Joseph Pallattil
As the central figure in modern philosophy, Kant has brought drastic ideological innovations in the philosophical world of his time. The ethical philosophy of Kant was totally against the common ethical system which is mainly based on feelings such as compassion and pity. He tried to promote an obligation of rational ethics rather than emotional motivation. The rational reasons should be the forcing factor of our ethical nature. He associates with the Stoic wisdom doctrine and rejects compassion as a morally inappropriate attitude. His concept of categorical imperative states, “Act according to that maxim whose universality, as law, thou canst at the same time will.” Kant, however, is quite realistic to add: although compassion and, likewise, the fact of rejoicing with others are not in themselves a duty, nevertheless it is an indirect responsibility, for the active participation in the destiny of others, to ‘cultivate’ in ourselves similar ‘feelings’, because this impulse the pure idea of duty would not suffice by itself alone.

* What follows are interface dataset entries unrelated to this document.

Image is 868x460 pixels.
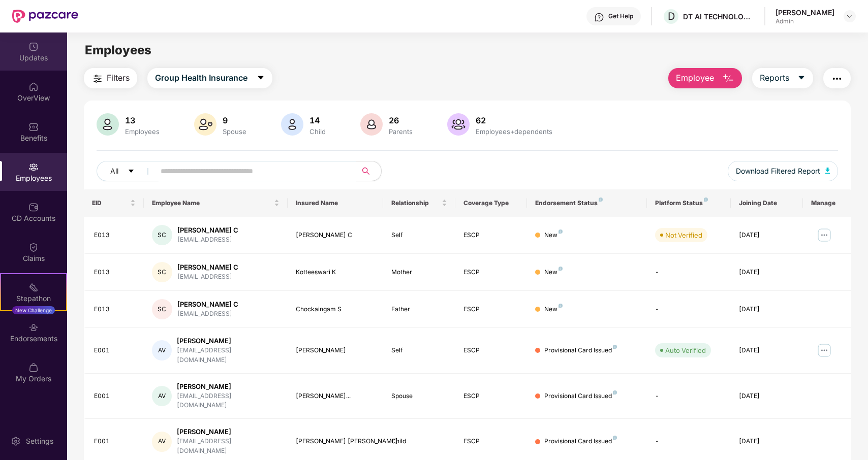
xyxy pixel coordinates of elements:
[559,230,563,234] img: svg+xml;base64,PHN2ZyB4bWxucz0iaHR0cDovL3d3dy53My5vcmcvMjAwMC9zdmciIHdpZHRoPSI4IiBoZWlnaHQ9IjgiIH...
[94,346,136,356] div: E001
[455,190,527,217] th: Coverage Type
[647,254,731,291] td: -
[464,346,520,356] div: ESCP
[474,115,554,125] div: 62
[296,391,376,402] div: [PERSON_NAME]...
[704,197,708,202] img: svg+xml;base64,PHN2ZyB4bWxucz0iaHR0cDovL3d3dy53My5vcmcvMjAwMC9zdmciIHdpZHRoPSI4IiBoZWlnaHQ9IjgiIH...
[177,437,280,456] div: [EMAIL_ADDRESS][DOMAIN_NAME]
[544,346,617,356] div: Provisional Card Issued
[92,73,103,85] img: svg+xml;base64,PHN2ZyB4bWxucz0iaHR0cDovL3d3dy53My5vcmcvMjAwMC9zdmciIHdpZHRoPSIyNCIgaGVpZ2h0PSIyNC...
[29,122,39,132] img: svg+xml;base64,PHN2ZyBpZD0iQmVuZWZpdHMiIHhtbG5zPSJodHRwOi8vd3d3LnczLm9yZy8yMDAwL3N2ZyIgd2lkdGg9Ij...
[613,435,617,440] img: svg+xml;base64,PHN2ZyB4bWxucz0iaHR0cDovL3d3dy53My5vcmcvMjAwMC9zdmciIHdpZHRoPSI4IiBoZWlnaHQ9IjgiIH...
[739,305,795,314] div: [DATE]
[177,336,280,346] div: [PERSON_NAME]
[296,268,376,277] div: Kotteeswari K
[655,199,722,208] div: Platform Status
[29,82,39,92] img: svg+xml;base64,PHN2ZyBpZD0iSG9tZSIgeG1sbnM9Imh0dHA6Ly93d3cudzMub3JnLzIwMDAvc3ZnIiB3aWR0aD0iMjAiIG...
[464,437,520,446] div: ESCP
[94,305,136,314] div: E013
[559,267,563,271] img: svg+xml;base64,PHN2ZyB4bWxucz0iaHR0cDovL3d3dy53My5vcmcvMjAwMC9zdmciIHdpZHRoPSI4IiBoZWlnaHQ9IjgiIH...
[94,230,136,241] div: E013
[85,42,152,58] span: Employees
[308,115,328,125] div: 14
[1,294,66,303] div: Stepathon
[296,346,376,356] div: [PERSON_NAME]
[152,225,172,246] div: SC
[97,114,119,136] img: svg+xml;base64,PHN2ZyB4bWxucz0iaHR0cDovL3d3dy53My5vcmcvMjAwMC9zdmciIHhtbG5zOnhsaW5rPSJodHRwOi8vd3...
[29,363,39,373] img: svg+xml;base64,PHN2ZyBpZD0iTXlfT3JkZXJzIiBkYXRhLW5hbWU9Ik15IE9yZGVycyIgeG1sbnM9Imh0dHA6Ly93d3cudz...
[12,9,78,23] img: New Pazcare Logo
[127,168,135,175] span: caret-down
[360,114,382,136] img: svg+xml;base64,PHN2ZyB4bWxucz0iaHR0cDovL3d3dy53My5vcmcvMjAwMC9zdmciIHhtbG5zOnhsaW5rPSJodHRwOi8vd3...
[683,12,754,21] div: DT AI TECHNOLOGIES PRIVATE LIMITED
[383,190,455,217] th: Relationship
[464,268,520,277] div: ESCP
[29,162,39,172] img: svg+xml;base64,PHN2ZyBpZD0iRW1wbG95ZWVzIiB4bWxucz0iaHR0cDovL3d3dy53My5vcmcvMjAwMC9zdmciIHdpZHRoPS...
[194,114,216,136] img: svg+xml;base64,PHN2ZyB4bWxucz0iaHR0cDovL3d3dy53My5vcmcvMjAwMC9zdmciIHhtbG5zOnhsaW5rPSJodHRwOi8vd3...
[177,391,280,411] div: [EMAIL_ADDRESS][DOMAIN_NAME]
[29,42,39,52] img: svg+xml;base64,PHN2ZyBpZD0iVXBkYXRlZCIgeG1sbnM9Imh0dHA6Ly93d3cudzMub3JnLzIwMDAvc3ZnIiB3aWR0aD0iMj...
[613,391,617,395] img: svg+xml;base64,PHN2ZyB4bWxucz0iaHR0cDovL3d3dy53My5vcmcvMjAwMC9zdmciIHdpZHRoPSI4IiBoZWlnaHQ9IjgiIH...
[776,8,834,17] div: [PERSON_NAME]
[803,190,851,217] th: Manage
[356,167,376,175] span: search
[598,197,603,202] img: svg+xml;base64,PHN2ZyB4bWxucz0iaHR0cDovL3d3dy53My5vcmcvMjAwMC9zdmciIHdpZHRoPSI4IiBoZWlnaHQ9IjgiIH...
[613,345,617,349] img: svg+xml;base64,PHN2ZyB4bWxucz0iaHR0cDovL3d3dy53My5vcmcvMjAwMC9zdmciIHdpZHRoPSI4IiBoZWlnaHQ9IjgiIH...
[123,127,162,136] div: Employees
[11,436,21,446] img: svg+xml;base64,PHN2ZyBpZD0iU2V0dGluZy0yMHgyMCIgeG1sbnM9Imh0dHA6Ly93d3cudzMub3JnLzIwMDAvc3ZnIiB3aW...
[668,68,742,88] button: Employee
[29,202,39,213] img: svg+xml;base64,PHN2ZyBpZD0iQ0RfQWNjb3VudHMiIGRhdGEtbmFtZT0iQ0QgQWNjb3VudHMiIHhtbG5zPSJodHRwOi8vd3...
[144,190,287,217] th: Employee Name
[29,242,39,252] img: svg+xml;base64,PHN2ZyBpZD0iQ2xhaW0iIHhtbG5zPSJodHRwOi8vd3d3LnczLm9yZy8yMDAwL3N2ZyIgd2lkdGg9IjIwIi...
[177,309,238,319] div: [EMAIL_ADDRESS]
[392,346,448,356] div: Self
[464,391,520,402] div: ESCP
[220,127,248,136] div: Spouse
[152,299,172,319] div: SC
[668,10,675,22] span: D
[464,305,520,314] div: ESCP
[544,230,563,241] div: New
[594,12,604,22] img: svg+xml;base64,PHN2ZyBpZD0iSGVscC0zMngzMiIgeG1sbnM9Imh0dHA6Ly93d3cudzMub3JnLzIwMDAvc3ZnIiB3aWR0aD...
[816,227,832,243] img: manageButton
[544,268,563,277] div: New
[177,225,238,236] div: [PERSON_NAME] C
[177,272,238,282] div: [EMAIL_ADDRESS]
[387,127,415,136] div: Parents
[535,199,639,208] div: Endorsement Status
[177,427,280,437] div: [PERSON_NAME]
[155,72,248,85] span: Group Health Insurance
[12,306,55,314] div: New Challenge
[392,230,448,241] div: Self
[92,199,128,208] span: EID
[846,12,854,20] img: svg+xml;base64,PHN2ZyBpZD0iRHJvcGRvd24tMzJ4MzIiIHhtbG5zPSJodHRwOi8vd3d3LnczLm9yZy8yMDAwL3N2ZyIgd2...
[29,282,39,292] img: svg+xml;base64,PHN2ZyB4bWxucz0iaHR0cDovL3d3dy53My5vcmcvMjAwMC9zdmciIHdpZHRoPSIyMSIgaGVpZ2h0PSIyMC...
[257,74,264,83] span: caret-down
[798,74,805,83] span: caret-down
[152,341,172,361] div: AV
[94,268,136,277] div: E013
[84,68,137,88] button: Filters
[776,17,834,25] div: Admin
[84,190,144,217] th: EID
[544,305,563,314] div: New
[29,323,39,333] img: svg+xml;base64,PHN2ZyBpZD0iRW5kb3JzZW1lbnRzIiB4bWxucz0iaHR0cDovL3d3dy53My5vcmcvMjAwMC9zdmciIHdpZH...
[739,391,795,402] div: [DATE]
[609,12,633,20] div: Get Help
[665,346,706,356] div: Auto Verified
[731,190,803,217] th: Joining Date
[177,236,238,245] div: [EMAIL_ADDRESS]
[392,391,448,402] div: Spouse
[647,291,731,328] td: -
[816,342,832,358] img: manageButton
[296,437,376,446] div: [PERSON_NAME] [PERSON_NAME]
[448,114,470,136] img: svg+xml;base64,PHN2ZyB4bWxucz0iaHR0cDovL3d3dy53My5vcmcvMjAwMC9zdmciIHhtbG5zOnhsaW5rPSJodHRwOi8vd3...
[739,230,795,241] div: [DATE]
[831,73,843,85] img: svg+xml;base64,PHN2ZyB4bWxucz0iaHR0cDovL3d3dy53My5vcmcvMjAwMC9zdmciIHdpZHRoPSIyNCIgaGVpZ2h0PSIyNC...
[152,432,172,452] div: AV
[296,305,376,314] div: Chockaingam S
[387,115,415,125] div: 26
[23,436,57,446] div: Settings
[392,199,440,208] span: Relationship
[474,127,554,136] div: Employees+dependents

Though he taught a lot on ethics of reason as the correct way of philosophical reasoning and he was also seen as the limitations of the ethics of reason. Toward the finish of his Critique of Practical Reason, he formulates postulates- that is, scholarly requests or demands and presuppositions – whose legitimacy isn’t to be demonstrated, yet whose acknowledgment, not withstanding, is essential for understandability and the possibility of morality. Above all, the ‘existence of God’ is part of them. Only God can in fact guarantee the harmony of the morality of man with nature and, therefore, happiness. So, for Kant, God is not the foundation of the binding character of the moral law. In his work, Religion within the Boundaries of Reason Alone, he narrates that every human being tends to evil and whose hearts are corrupt and misled. Morality here assumes a revolution of mind moreover rebirth or transformation of the heart.

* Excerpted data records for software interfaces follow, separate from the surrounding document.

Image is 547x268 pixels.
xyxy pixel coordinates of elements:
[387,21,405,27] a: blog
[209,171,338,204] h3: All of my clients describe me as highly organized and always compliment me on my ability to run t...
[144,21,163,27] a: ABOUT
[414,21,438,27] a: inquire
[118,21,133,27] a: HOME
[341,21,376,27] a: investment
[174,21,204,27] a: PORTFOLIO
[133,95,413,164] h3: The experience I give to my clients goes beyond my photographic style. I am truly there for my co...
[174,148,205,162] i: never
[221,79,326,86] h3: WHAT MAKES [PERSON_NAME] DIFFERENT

There was a large amount of marginalization of mercy in public life until the seventeenth and eighteenth centuries since they considered the practice of mercy as fundamentally disregarding the role of retributive justice. Mercy and justice are in conflict. Here, Kant plays a very significant role in history. From one perspective, Kant is commonly thought of as a mighty and tenacious defender of retributive justice. His reflections on retributive justice as the guidelines for human punishments become the most influential philosophical theories as to the critique of public mercy.

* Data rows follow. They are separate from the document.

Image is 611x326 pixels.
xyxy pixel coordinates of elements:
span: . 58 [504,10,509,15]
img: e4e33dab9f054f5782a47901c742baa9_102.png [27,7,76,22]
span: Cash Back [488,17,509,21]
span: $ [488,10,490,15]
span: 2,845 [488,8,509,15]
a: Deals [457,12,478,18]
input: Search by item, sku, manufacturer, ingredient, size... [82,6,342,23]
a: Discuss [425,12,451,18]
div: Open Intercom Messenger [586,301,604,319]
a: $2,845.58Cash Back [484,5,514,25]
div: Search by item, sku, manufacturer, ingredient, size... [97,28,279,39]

Simultaneously we contend, it is an error to consider Kant’s retributivism as exclusively persuaded by a feeling of obligation to guarantee that individuals get their appropriate reward. The root of Kant’s opposition to mercy states that people get fair treatment and security from self-assertive judgment. The chief authors of the book, The Decline of Mercy in Public Life, writes, “We argue that Kant’s desire to establish a system of law that will protect people from arbitrary treatment provides the underlying explanation for the extreme form of retributivism he ultimately embraces.” Some argue, denial of Eudaimonism and his fidelity to impartiality are the core motivation to his idea of retributivism as well as the enmity to mercy in the Kantian philosophy.